> **REQUIREMENT**
Only the lines below from the one that holds "Identify the location of withdraw-label: 提现." through the one that holds "You are a GUI" should appear in the answer, copied exactly, end lines included and pictures omitted.

=== Section Start ===

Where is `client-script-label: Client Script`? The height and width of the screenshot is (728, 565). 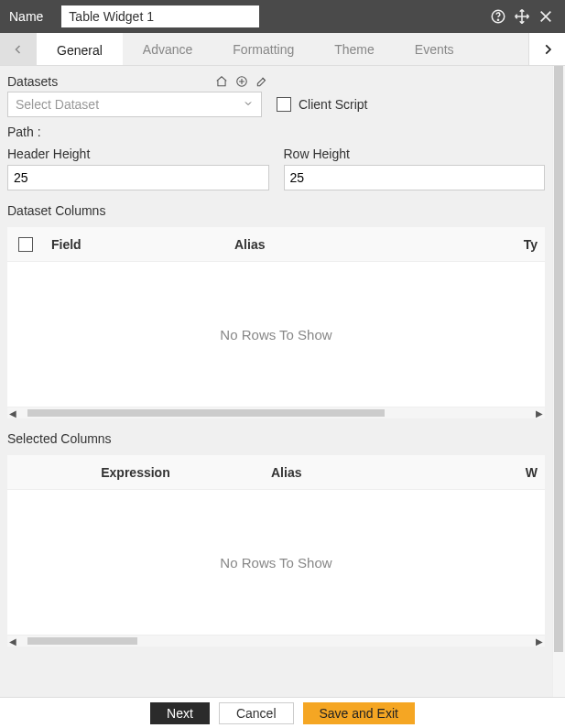
client-script-label: Client Script is located at coordinates (333, 104).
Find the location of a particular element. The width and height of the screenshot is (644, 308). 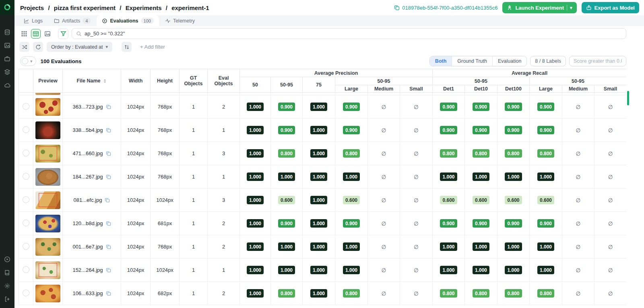

table-row: 184...267.jpg1024px768px111.0001.0001.00… is located at coordinates (323, 177).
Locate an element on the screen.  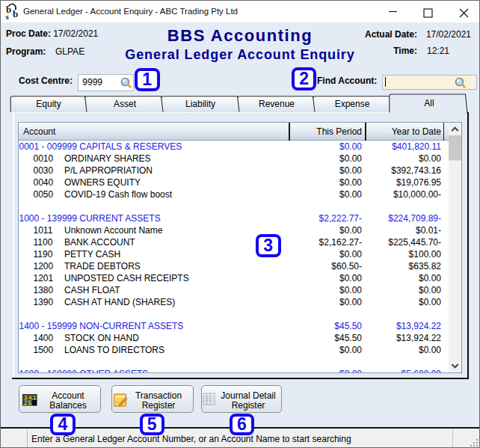
svg-text: 2 is located at coordinates (25, 403).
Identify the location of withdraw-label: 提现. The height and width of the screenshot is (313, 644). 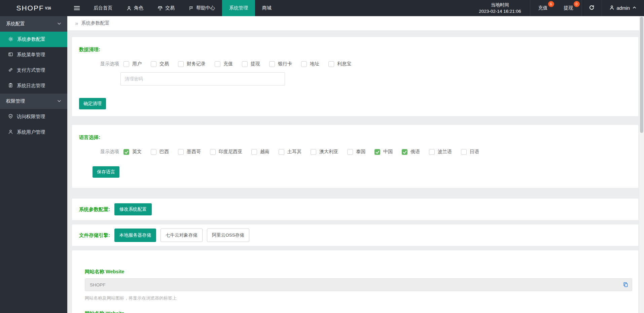
(569, 8).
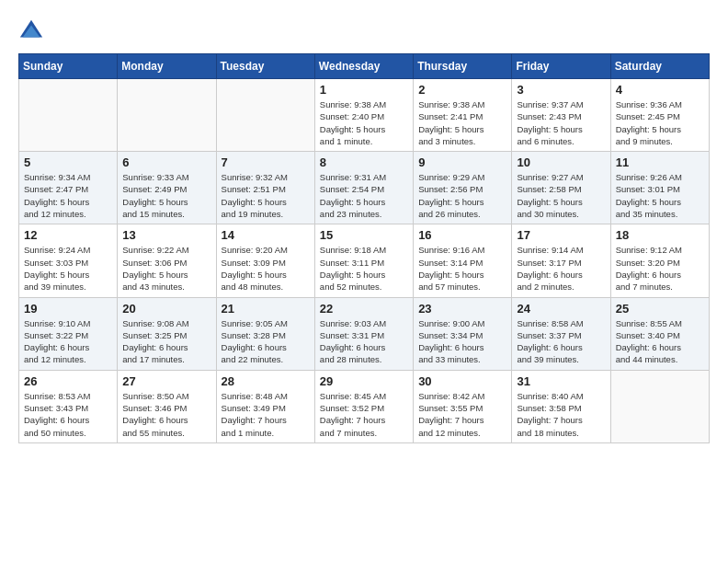 This screenshot has width=728, height=563. I want to click on day-number: 10, so click(561, 162).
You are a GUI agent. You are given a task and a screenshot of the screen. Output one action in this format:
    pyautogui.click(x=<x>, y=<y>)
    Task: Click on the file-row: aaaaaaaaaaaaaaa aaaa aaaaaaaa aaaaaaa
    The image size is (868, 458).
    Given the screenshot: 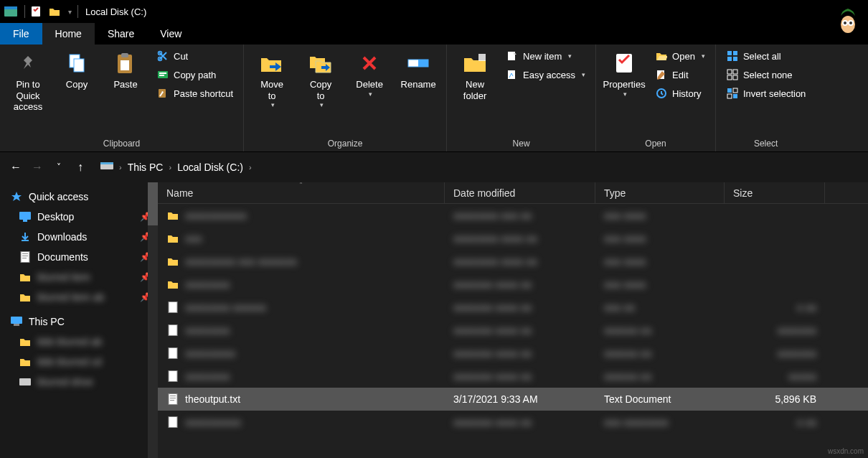 What is the action you would take?
    pyautogui.click(x=513, y=376)
    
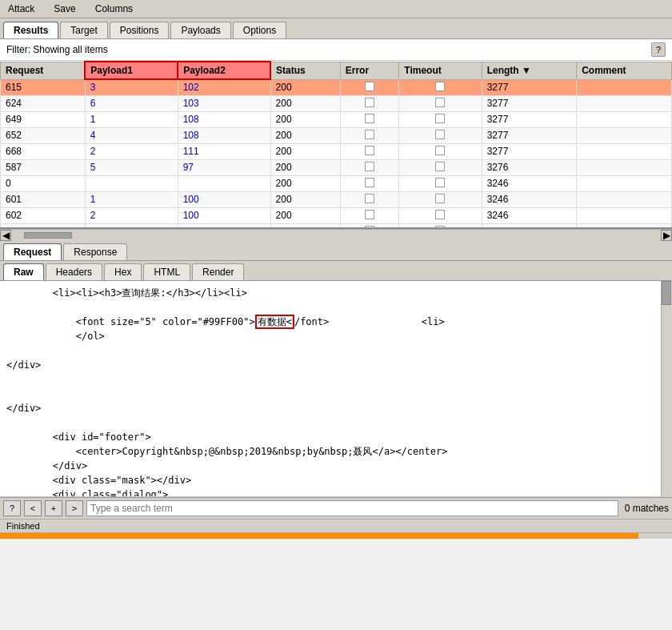 The width and height of the screenshot is (672, 630). What do you see at coordinates (275, 322) in the screenshot?
I see `highlighted-text: 有数据<` at bounding box center [275, 322].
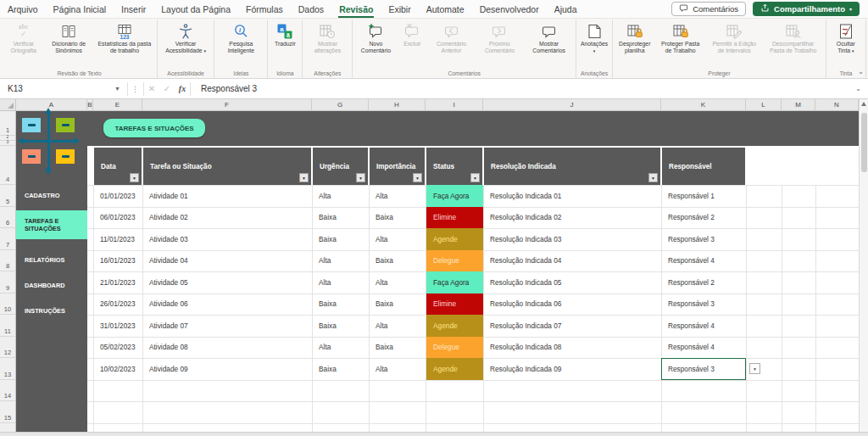  What do you see at coordinates (118, 239) in the screenshot?
I see `cell-data: 11/01/2023` at bounding box center [118, 239].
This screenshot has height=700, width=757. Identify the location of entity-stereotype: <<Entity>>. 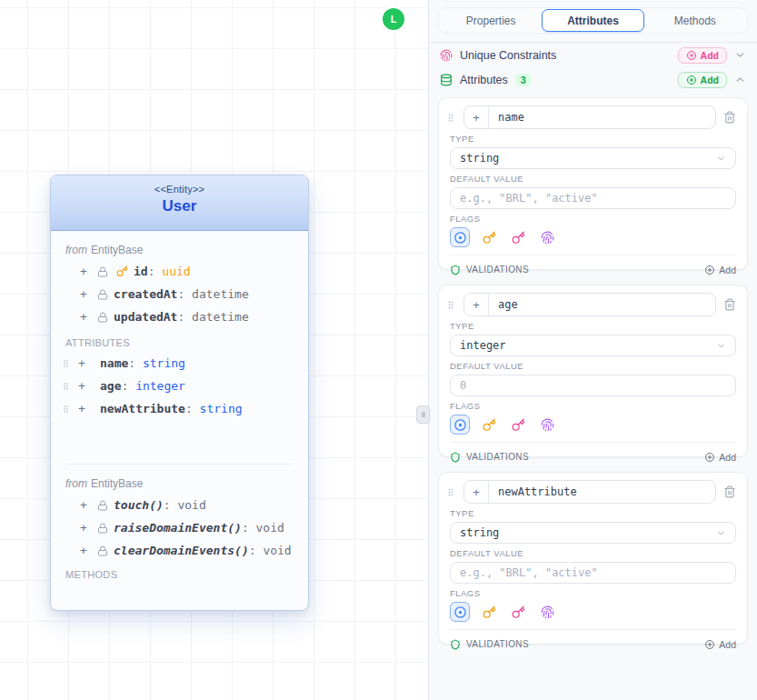
(180, 189).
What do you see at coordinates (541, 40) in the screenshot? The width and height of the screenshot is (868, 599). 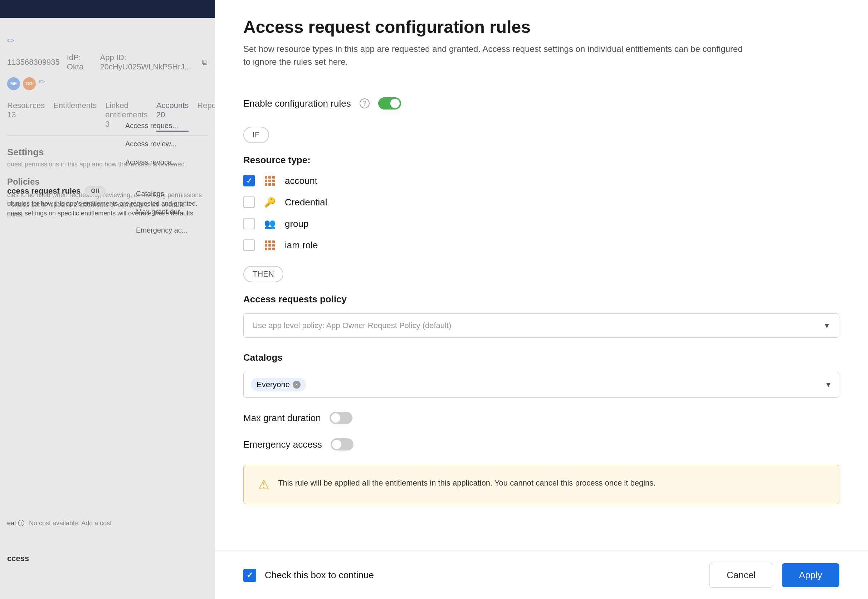 I see `panel-header: Access request configuration rules Set h…` at bounding box center [541, 40].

=== Section End ===

> **ANSWER TO THIS PROBLEM**
Identify the location of withdraw-label: 提现. The height and width of the screenshot is (313, 644). 
(569, 8).
 This screenshot has width=728, height=563. I want to click on day-number: 10, so click(561, 162).
You are a GUI agent. You are given a task and a screenshot of the screen. Output one action in this format:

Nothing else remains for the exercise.